The Camborne School of Mines was founded in 1888 and is located at Penryn, near Falmouth, and is now affiliated with the University of Exeter. The school of mines provided mining engineers over the past hundred and fifty years for South Africa, West Africa, Australia, Mexico, South America, Canada and the USA.

Lieutenant Colonel Williams is better known as “Elephant Bill.” He was also an “old boy” of my school, Queen’s College, Taunton. He had served in the Middle East with the camel corps and in Afghanistan with the Devonshire Regiment between 1919 and 1920. He then joined the Bombay-Burmah Trading company working with Elephants to extract teak in the upper Chindwin River in Burma hauling teak logs to the waterways to be floated downriver to Rangoon or Mandaly.

During WW2 he worked with elephants for the British Fourteenth Army in the upper Irrawaddy river managing elephants hauling teak to build bridges and transport vessels for military use against the Japanese.  l have (or had) a copy of “Elephant Bill” signed by him with a elephant drawing by him. It must have been given to me when l was fifteen and three years before is death in Penzance.

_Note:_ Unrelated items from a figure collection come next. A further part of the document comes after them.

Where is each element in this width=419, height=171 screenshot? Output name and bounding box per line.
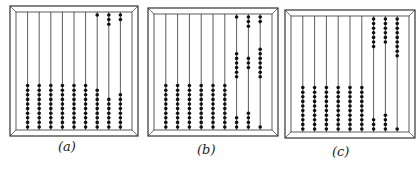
caption-a: (a) (58, 139, 76, 154)
caption-c: (c) (332, 144, 349, 159)
caption-b: (b) (197, 142, 215, 157)
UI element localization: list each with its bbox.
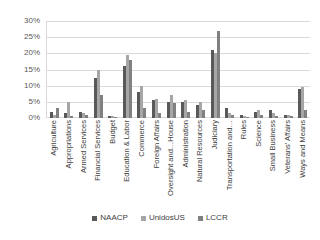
bar-group bbox=[164, 21, 179, 118]
y-axis-tick-label: 0% bbox=[0, 114, 40, 122]
x-axis-label-cell: Small Business bbox=[266, 120, 281, 202]
bar-group bbox=[193, 21, 208, 118]
bar bbox=[231, 115, 234, 118]
bar-group bbox=[281, 21, 296, 118]
legend-item[interactable]: NAACP bbox=[92, 214, 128, 222]
x-axis-tick-label: Oversight and…House bbox=[167, 120, 175, 196]
x-axis-label-cell: Transportation and… bbox=[222, 120, 237, 202]
chart-legend: NAACPUnidosUSLCCR bbox=[0, 214, 320, 222]
bar-group bbox=[47, 21, 62, 118]
bar-group bbox=[105, 21, 120, 118]
legend-swatch-icon bbox=[141, 216, 146, 221]
bar bbox=[246, 117, 249, 118]
x-axis-label-cell: Armed Services bbox=[76, 120, 91, 202]
bar bbox=[187, 112, 190, 118]
bar-group bbox=[135, 21, 150, 118]
x-axis-label-cell: Budget bbox=[105, 120, 120, 202]
y-axis-tick-label: 15% bbox=[0, 66, 40, 74]
x-axis-labels: AgricultureAppropriationsArmed ServicesF… bbox=[47, 120, 310, 202]
x-axis-label-cell: Science bbox=[252, 120, 267, 202]
bar-group bbox=[91, 21, 106, 118]
x-axis-tick-label: Agriculture bbox=[50, 120, 58, 156]
x-axis-label-cell: Education & Labor bbox=[120, 120, 135, 202]
bar-group bbox=[178, 21, 193, 118]
bar bbox=[114, 117, 117, 118]
bar-group bbox=[120, 21, 135, 118]
y-axis-tick-label: 25% bbox=[0, 33, 40, 41]
x-axis-tick-label: Small Business bbox=[269, 120, 277, 171]
bar-group bbox=[266, 21, 281, 118]
x-axis-label-cell: Veterans' Affairs bbox=[281, 120, 296, 202]
x-axis-label-cell: Agriculture bbox=[47, 120, 62, 202]
bar bbox=[70, 116, 73, 118]
bar-group bbox=[149, 21, 164, 118]
bar-group bbox=[208, 21, 223, 118]
x-axis-tick-label: Science bbox=[255, 120, 263, 147]
bar-group bbox=[76, 21, 91, 118]
x-axis-tick-label: Rules bbox=[240, 120, 248, 139]
bar bbox=[260, 115, 263, 118]
x-axis-label-cell: Commerce bbox=[135, 120, 150, 202]
x-axis-label-cell: Ways and Means bbox=[295, 120, 310, 202]
legend-label: NAACP bbox=[100, 214, 128, 222]
bar-group bbox=[222, 21, 237, 118]
y-axis-labels: 0%5%10%15%20%25%30% bbox=[0, 21, 42, 118]
y-axis-tick-label: 10% bbox=[0, 82, 40, 90]
y-axis-tick-label: 5% bbox=[0, 98, 40, 106]
x-axis-label-cell: Financial Services bbox=[91, 120, 106, 202]
y-axis-tick-label: 20% bbox=[0, 49, 40, 57]
y-axis-tick-label: 30% bbox=[0, 17, 40, 25]
x-axis-tick-label: Armed Services bbox=[80, 120, 88, 173]
legend-label: LCCR bbox=[206, 214, 228, 222]
legend-item[interactable]: LCCR bbox=[198, 214, 228, 222]
x-axis-tick-label: Veterans' Affairs bbox=[284, 120, 292, 174]
x-axis-tick-label: Foreign Affairs bbox=[153, 120, 161, 168]
bar bbox=[143, 108, 146, 118]
x-axis-tick-label: Budget bbox=[109, 120, 117, 144]
x-axis-tick-label: Administration bbox=[182, 120, 190, 168]
bar bbox=[290, 116, 293, 118]
legend-item[interactable]: UnidosUS bbox=[141, 214, 185, 222]
bar-groups bbox=[47, 21, 310, 118]
x-axis-tick-label: Ways and Means bbox=[299, 120, 307, 178]
bar bbox=[100, 95, 103, 118]
x-axis-label-cell: Judiciary bbox=[208, 120, 223, 202]
bar-group bbox=[252, 21, 267, 118]
x-axis-tick-label: Judiciary bbox=[211, 120, 219, 150]
legend-label: UnidosUS bbox=[149, 214, 185, 222]
x-axis-tick-label: Transportation and… bbox=[226, 120, 234, 190]
bar bbox=[217, 31, 220, 118]
bar bbox=[85, 115, 88, 118]
x-axis-tick-label: Education & Labor bbox=[123, 120, 131, 182]
bar bbox=[129, 60, 132, 118]
bar bbox=[304, 110, 307, 118]
bar bbox=[56, 108, 59, 118]
x-axis-tick-label: Appropriations bbox=[65, 120, 73, 168]
x-axis-label-cell: Natural Resources bbox=[193, 120, 208, 202]
bar-chart: 0%5%10%15%20%25%30% AgricultureAppropria… bbox=[0, 0, 320, 240]
legend-swatch-icon bbox=[198, 216, 203, 221]
bar bbox=[173, 103, 176, 118]
x-axis-tick-label: Financial Services bbox=[94, 120, 102, 181]
x-axis-label-cell: Foreign Affairs bbox=[149, 120, 164, 202]
x-axis-label-cell: Administration bbox=[178, 120, 193, 202]
x-axis-tick-label: Natural Resources bbox=[196, 120, 204, 182]
legend-swatch-icon bbox=[92, 216, 97, 221]
bar bbox=[275, 116, 278, 118]
bar bbox=[202, 110, 205, 118]
bar-group bbox=[295, 21, 310, 118]
x-axis-label-cell: Rules bbox=[237, 120, 252, 202]
bar-group bbox=[237, 21, 252, 118]
bar bbox=[158, 113, 161, 118]
x-axis-label-cell: Oversight and…House bbox=[164, 120, 179, 202]
bar-group bbox=[62, 21, 77, 118]
x-axis-label-cell: Appropriations bbox=[62, 120, 77, 202]
x-axis-tick-label: Commerce bbox=[138, 120, 146, 157]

It is ironic that lithium mining is to take place in Cornwall in the 2020s and in order to power the 21st century’s now ubiquitous and essential personal and business and governmental communications. It is also ironic that China is busy grabbing the world’s long-term lithium supplies other than those in Australia or in the hands of Australian companies.

But then the Chinese take the long view. Washington meanwhile is consumed with gazing at its navel. The discoverer of lithium, the Brazilian José Bonifácio de Andrada e Silva, would undoubtedly have appreciated the irony.